M’mm M’mm Good: Campbell Soup Company Headquarters
Few product identities have resisted the advance of time. However, the very American household name Campbell’s is one of them, with its faithful cursive on a tomato-red rectangle gracing soup cans and delivery trucks, practically unchanged, since 1869. So strong is the brand essence that Andy Warhol’s 15 minutes of fixation actually improved corporate standing and sales. And that cultural and visual power is precisely what the interiors and architecture team from KlingStubbins pumped up in designing a competition-winning reception and employee center for the international food-products maker that’s known officially as the Campbell Soup Company.
Located in Camden, New Jersey—the City of Brotherly Love’s long-suffering sister city just over the Benjamin Franklin Bridge—KlingStubbins’s building shines like a beacon, day and night. Commuters driving along the highway behold a shimmering facade of glass encasing a 280-foot-long red signboard that sets off white relief lettering two stories tall, accentuated by hidden LEDs. Though the way to the consumer’s heart may be through the tummy, nothing inspires corporate chieftains like Las Vegas-scaled branding. “You can’t make those letters much bigger,” president and CEO Douglas Conant told the Philadelphia Inquirer. The apostrophe alone measures one yard across.
To vanquish unsightly condensation on the mullionless glass in front of the signage, the facade has slender steel horizontal members with hidden vents. This sophisticated curtain wall system was developed by a KlingStubbins design principal, Tejoon Jung, with the help of in-house structural and mechanical engineers. Patrick McGranaghan, design principal of the firm’s vibrant interiors practice and a habitual endorser of his client’s soups and snacks, explains that this expanse of glass, as long as a football field, “removes the barriers between Camden and Campbell’s. It’s a very different approach from their old chain-link fence.” Instead, the 80,000-square-foot, three-story building serves as a gateway for the campus as well as a much-needed amenity center for 1,400 employees.
The glamorous newcomer also completes a courtyard surrounded by orderly if dull brick-and-limestone structures dating to the 1950’s. At the end closest to the existing main building, the brand beacon’s glowing entry deposits visitors in a triple-height reception zone. To one side is a comfortable, almost residential waiting area. Turn the other way, and an airy lobby gallery stretches into infinity beneath the enormous logo. On the wall of this gallery is an illustrated company history. Farther along, an employee store stocks every house product imaginable, plus assorted branded items. (Oversize tomato-soup hoodie, $41.)
Unbeknownst to most visitors, the store serves as a retail laboratory for assessing product aesthetics. In fact, CEO Conant’s modus operandi was to treat much of the facility as an extension of the company’s nearby R&D labs and test kitchens. One level above, for example, corporate guinea pigs try out a prototype workplace developed by KlingStubbins with input from Herman Miller CEO Brian Walker. About 30 employees avail themselves of glass-walled offices, team areas, and varied systems furniture here. On a whiteboard in a break-out area, Conant scribbles the dates he checks in on the test-office workers. Sometimes it’s daily.
Even the impressive cafeteria has a demo kitchen for visiting chefs and a place to test soup recipes on the fly. The latter, called Soup Bar None, is a semicircular make-your-own station on steroids. Want grilled mushrooms and fresh artichoke hearts in that chicken-noodle? Be our guest. Cheese and chopped onions on your bisque? Voilà! “As you would expect, the heart of the building is food,” Jung says with a smile. McGranaghan also notes the importance of squeezing in as many amenities and pleasing finishes as possible. A roomy training center nicknamed Campbell University and a state-of the-art gym offer ways to improve performance professionally and personally.
Aside from that Campbell’s billboard out front, the interiors carry little corporate branding. McGranaghan points out a few subtle design elements, such as the pilot office entry’s interlocking can shapes in fritted glass. Warhol, whose lone tomato-soup can graces the understated oak-paneled boardroom, predicted that branding would eventually rise to the level of artwork. In the effort to match the outsize legacy of Campbell’s with a brand image of equal scale and top-notch design, KlingStubbins helped to bear out his axiom. As he also said, “Good business is the best art.”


The task here is to set down every line of the listing exactly.

--*--

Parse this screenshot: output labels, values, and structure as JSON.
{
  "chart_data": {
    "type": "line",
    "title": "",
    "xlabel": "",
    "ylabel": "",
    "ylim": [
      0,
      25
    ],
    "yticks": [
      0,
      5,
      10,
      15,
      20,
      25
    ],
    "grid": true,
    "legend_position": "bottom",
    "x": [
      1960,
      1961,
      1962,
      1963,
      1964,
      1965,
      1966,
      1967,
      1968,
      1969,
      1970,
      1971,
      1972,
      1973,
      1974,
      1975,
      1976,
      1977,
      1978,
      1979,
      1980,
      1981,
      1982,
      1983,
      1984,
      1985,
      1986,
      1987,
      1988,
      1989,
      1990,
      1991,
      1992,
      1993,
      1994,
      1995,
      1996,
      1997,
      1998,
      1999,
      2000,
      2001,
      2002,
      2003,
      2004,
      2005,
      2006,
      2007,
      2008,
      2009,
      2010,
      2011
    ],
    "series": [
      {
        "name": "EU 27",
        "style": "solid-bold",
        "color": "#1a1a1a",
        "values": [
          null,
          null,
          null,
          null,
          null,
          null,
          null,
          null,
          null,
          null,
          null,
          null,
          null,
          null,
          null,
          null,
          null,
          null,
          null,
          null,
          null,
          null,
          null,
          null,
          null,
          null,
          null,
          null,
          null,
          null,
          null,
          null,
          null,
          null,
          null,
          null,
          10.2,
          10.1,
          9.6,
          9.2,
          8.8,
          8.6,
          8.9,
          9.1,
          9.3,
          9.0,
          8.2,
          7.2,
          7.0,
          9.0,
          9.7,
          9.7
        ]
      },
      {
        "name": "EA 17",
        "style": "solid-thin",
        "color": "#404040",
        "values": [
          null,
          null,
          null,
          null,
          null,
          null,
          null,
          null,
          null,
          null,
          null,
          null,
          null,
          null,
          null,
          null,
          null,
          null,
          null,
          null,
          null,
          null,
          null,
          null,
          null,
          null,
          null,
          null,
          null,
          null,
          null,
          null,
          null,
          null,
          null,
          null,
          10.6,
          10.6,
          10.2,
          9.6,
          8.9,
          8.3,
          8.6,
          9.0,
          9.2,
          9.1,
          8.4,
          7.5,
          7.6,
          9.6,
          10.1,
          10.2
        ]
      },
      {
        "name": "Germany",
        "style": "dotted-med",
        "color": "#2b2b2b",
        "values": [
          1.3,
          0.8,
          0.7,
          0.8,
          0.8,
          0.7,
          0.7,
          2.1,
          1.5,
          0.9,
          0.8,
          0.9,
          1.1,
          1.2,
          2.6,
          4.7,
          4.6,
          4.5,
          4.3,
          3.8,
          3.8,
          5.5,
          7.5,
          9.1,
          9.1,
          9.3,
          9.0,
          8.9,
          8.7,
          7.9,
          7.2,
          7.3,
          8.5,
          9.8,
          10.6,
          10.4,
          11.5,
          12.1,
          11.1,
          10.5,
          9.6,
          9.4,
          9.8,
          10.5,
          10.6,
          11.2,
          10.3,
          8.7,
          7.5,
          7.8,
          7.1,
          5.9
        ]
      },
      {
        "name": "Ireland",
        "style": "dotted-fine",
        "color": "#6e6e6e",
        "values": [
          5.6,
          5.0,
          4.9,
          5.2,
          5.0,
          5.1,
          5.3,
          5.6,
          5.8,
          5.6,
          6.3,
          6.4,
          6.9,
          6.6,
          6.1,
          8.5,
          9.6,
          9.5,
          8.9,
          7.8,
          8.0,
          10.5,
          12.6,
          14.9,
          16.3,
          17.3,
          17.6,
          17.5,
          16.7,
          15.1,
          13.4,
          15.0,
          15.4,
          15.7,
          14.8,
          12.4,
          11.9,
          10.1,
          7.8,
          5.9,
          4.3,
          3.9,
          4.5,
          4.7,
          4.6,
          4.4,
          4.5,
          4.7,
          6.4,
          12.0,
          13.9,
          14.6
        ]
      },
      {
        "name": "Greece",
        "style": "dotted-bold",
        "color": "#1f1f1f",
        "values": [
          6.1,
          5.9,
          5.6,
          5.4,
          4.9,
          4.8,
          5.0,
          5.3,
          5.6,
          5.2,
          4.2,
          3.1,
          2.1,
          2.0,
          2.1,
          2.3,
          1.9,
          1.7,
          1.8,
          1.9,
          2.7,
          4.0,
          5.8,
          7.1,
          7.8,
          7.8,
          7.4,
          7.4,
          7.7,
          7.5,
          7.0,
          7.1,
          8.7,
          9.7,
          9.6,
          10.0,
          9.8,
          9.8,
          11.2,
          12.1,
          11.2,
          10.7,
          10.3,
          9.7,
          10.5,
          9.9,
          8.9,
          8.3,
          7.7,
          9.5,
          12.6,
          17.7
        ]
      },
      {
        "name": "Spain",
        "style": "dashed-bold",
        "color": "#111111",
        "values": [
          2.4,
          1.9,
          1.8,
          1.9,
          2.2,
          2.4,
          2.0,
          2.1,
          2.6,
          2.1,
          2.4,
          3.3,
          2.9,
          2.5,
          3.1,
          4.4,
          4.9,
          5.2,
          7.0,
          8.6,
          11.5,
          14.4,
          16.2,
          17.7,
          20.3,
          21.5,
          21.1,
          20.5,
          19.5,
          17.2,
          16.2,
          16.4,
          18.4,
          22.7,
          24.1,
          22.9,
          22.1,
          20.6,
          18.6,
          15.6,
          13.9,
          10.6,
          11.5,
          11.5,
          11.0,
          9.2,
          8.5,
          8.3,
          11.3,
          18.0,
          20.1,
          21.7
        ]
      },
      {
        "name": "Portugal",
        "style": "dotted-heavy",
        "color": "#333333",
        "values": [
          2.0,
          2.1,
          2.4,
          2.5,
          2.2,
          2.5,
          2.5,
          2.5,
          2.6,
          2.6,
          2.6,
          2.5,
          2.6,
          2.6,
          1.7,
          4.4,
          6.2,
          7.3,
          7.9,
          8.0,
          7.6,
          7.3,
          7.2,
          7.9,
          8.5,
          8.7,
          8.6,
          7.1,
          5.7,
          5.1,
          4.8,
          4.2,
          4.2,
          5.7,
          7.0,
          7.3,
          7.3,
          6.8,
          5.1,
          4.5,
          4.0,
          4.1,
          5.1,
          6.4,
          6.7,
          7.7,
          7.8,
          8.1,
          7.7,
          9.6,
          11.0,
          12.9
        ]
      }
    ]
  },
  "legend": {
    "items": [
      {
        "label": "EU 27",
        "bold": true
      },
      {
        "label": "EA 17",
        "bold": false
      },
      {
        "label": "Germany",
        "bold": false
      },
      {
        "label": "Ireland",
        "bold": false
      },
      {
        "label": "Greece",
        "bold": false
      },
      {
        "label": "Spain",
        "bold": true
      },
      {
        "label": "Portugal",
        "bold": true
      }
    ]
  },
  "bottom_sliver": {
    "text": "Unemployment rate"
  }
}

--*--

Exercise response »
Parse this screenshot: output labels, values, and structure as JSON.
{
  "chart_data": {
    "type": "line",
    "title": "",
    "xlabel": "",
    "ylabel": "",
    "ylim": [
      0,
      25
    ],
    "yticks": [
      0,
      5,
      10,
      15,
      20,
      25
    ],
    "grid": true,
    "legend_position": "bottom",
    "x": [
      1960,
      1961,
      1962,
      1963,
      1964,
      1965,
      1966,
      1967,
      1968,
      1969,
      1970,
      1971,
      1972,
      1973,
      1974,
      1975,
      1976,
      1977,
      1978,
      1979,
      1980,
      1981,
      1982,
      1983,
      1984,
      1985,
      1986,
      1987,
      1988,
      1989,
      1990,
      1991,
      1992,
      1993,
      1994,
      1995,
      1996,
      1997,
      1998,
      1999,
      2000,
      2001,
      2002,
      2003,
      2004,
      2005,
      2006,
      2007,
      2008,
      2009,
      2010,
      2011
    ],
    "series": [
      {
        "name": "EU 27",
        "style": "solid-bold",
        "color": "#1a1a1a",
        "values": [
          null,
          null,
          null,
          null,
          null,
          null,
          null,
          null,
          null,
          null,
          null,
          null,
          null,
          null,
          null,
          null,
          null,
          null,
          null,
          null,
          null,
          null,
          null,
          null,
          null,
          null,
          null,
          null,
          null,
          null,
          null,
          null,
          null,
          null,
          null,
          null,
          10.2,
          10.1,
          9.6,
          9.2,
          8.8,
          8.6,
          8.9,
          9.1,
          9.3,
          9.0,
          8.2,
          7.2,
          7.0,
          9.0,
          9.7,
          9.7
        ]
      },
      {
        "name": "EA 17",
        "style": "solid-thin",
        "color": "#404040",
        "values": [
          null,
          null,
          null,
          null,
          null,
          null,
          null,
          null,
          null,
          null,
          null,
          null,
          null,
          null,
          null,
          null,
          null,
          null,
          null,
          null,
          null,
          null,
          null,
          null,
          null,
          null,
          null,
          null,
          null,
          null,
          null,
          null,
          null,
          null,
          null,
          null,
          10.6,
          10.6,
          10.2,
          9.6,
          8.9,
          8.3,
          8.6,
          9.0,
          9.2,
          9.1,
          8.4,
          7.5,
          7.6,
          9.6,
          10.1,
          10.2
        ]
      },
      {
        "name": "Germany",
        "style": "dotted-med",
        "color": "#2b2b2b",
        "values": [
          1.3,
          0.8,
          0.7,
          0.8,
          0.8,
          0.7,
          0.7,
          2.1,
          1.5,
          0.9,
          0.8,
          0.9,
          1.1,
          1.2,
          2.6,
          4.7,
          4.6,
          4.5,
          4.3,
          3.8,
          3.8,
          5.5,
          7.5,
          9.1,
          9.1,
          9.3,
          9.0,
          8.9,
          8.7,
          7.9,
          7.2,
          7.3,
          8.5,
          9.8,
          10.6,
          10.4,
          11.5,
          12.1,
          11.1,
          10.5,
          9.6,
          9.4,
          9.8,
          10.5,
          10.6,
          11.2,
          10.3,
          8.7,
          7.5,
          7.8,
          7.1,
          5.9
        ]
      },
      {
        "name": "Ireland",
        "style": "dotted-fine",
        "color": "#6e6e6e",
        "values": [
          5.6,
          5.0,
          4.9,
          5.2,
          5.0,
          5.1,
          5.3,
          5.6,
          5.8,
          5.6,
          6.3,
          6.4,
          6.9,
          6.6,
          6.1,
          8.5,
          9.6,
          9.5,
          8.9,
          7.8,
          8.0,
          10.5,
          12.6,
          14.9,
          16.3,
          17.3,
          17.6,
          17.5,
          16.7,
          15.1,
          13.4,
          15.0,
          15.4,
          15.7,
          14.8,
          12.4,
          11.9,
          10.1,
          7.8,
          5.9,
          4.3,
          3.9,
          4.5,
          4.7,
          4.6,
          4.4,
          4.5,
          4.7,
          6.4,
          12.0,
          13.9,
          14.6
        ]
      },
      {
        "name": "Greece",
        "style": "dotted-bold",
        "color": "#1f1f1f",
        "values": [
          6.1,
          5.9,
          5.6,
          5.4,
          4.9,
          4.8,
          5.0,
          5.3,
          5.6,
          5.2,
          4.2,
          3.1,
          2.1,
          2.0,
          2.1,
          2.3,
          1.9,
          1.7,
          1.8,
          1.9,
          2.7,
          4.0,
          5.8,
          7.1,
          7.8,
          7.8,
          7.4,
          7.4,
          7.7,
          7.5,
          7.0,
          7.1,
          8.7,
          9.7,
          9.6,
          10.0,
          9.8,
          9.8,
          11.2,
          12.1,
          11.2,
          10.7,
          10.3,
          9.7,
          10.5,
          9.9,
          8.9,
          8.3,
          7.7,
          9.5,
          12.6,
          17.7
        ]
      },
      {
        "name": "Spain",
        "style": "dashed-bold",
        "color": "#111111",
        "values": [
          2.4,
          1.9,
          1.8,
          1.9,
          2.2,
          2.4,
          2.0,
          2.1,
          2.6,
          2.1,
          2.4,
          3.3,
          2.9,
          2.5,
          3.1,
          4.4,
          4.9,
          5.2,
          7.0,
          8.6,
          11.5,
          14.4,
          16.2,
          17.7,
          20.3,
          21.5,
          21.1,
          20.5,
          19.5,
          17.2,
          16.2,
          16.4,
          18.4,
          22.7,
          24.1,
          22.9,
          22.1,
          20.6,
          18.6,
          15.6,
          13.9,
          10.6,
          11.5,
          11.5,
          11.0,
          9.2,
          8.5,
          8.3,
          11.3,
          18.0,
          20.1,
          21.7
        ]
      },
      {
        "name": "Portugal",
        "style": "dotted-heavy",
        "color": "#333333",
        "values": [
          2.0,
          2.1,
          2.4,
          2.5,
          2.2,
          2.5,
          2.5,
          2.5,
          2.6,
          2.6,
          2.6,
          2.5,
          2.6,
          2.6,
          1.7,
          4.4,
          6.2,
          7.3,
          7.9,
          8.0,
          7.6,
          7.3,
          7.2,
          7.9,
          8.5,
          8.7,
          8.6,
          7.1,
          5.7,
          5.1,
          4.8,
          4.2,
          4.2,
          5.7,
          7.0,
          7.3,
          7.3,
          6.8,
          5.1,
          4.5,
          4.0,
          4.1,
          5.1,
          6.4,
          6.7,
          7.7,
          7.8,
          8.1,
          7.7,
          9.6,
          11.0,
          12.9
        ]
      }
    ]
  },
  "legend": {
    "items": [
      {
        "label": "EU 27",
        "bold": true
      },
      {
        "label": "EA 17",
        "bold": false
      },
      {
        "label": "Germany",
        "bold": false
      },
      {
        "label": "Ireland",
        "bold": false
      },
      {
        "label": "Greece",
        "bold": false
      },
      {
        "label": "Spain",
        "bold": true
      },
      {
        "label": "Portugal",
        "bold": true
      }
    ]
  },
  "bottom_sliver": {
    "text": "Unemployment rate"
  }
}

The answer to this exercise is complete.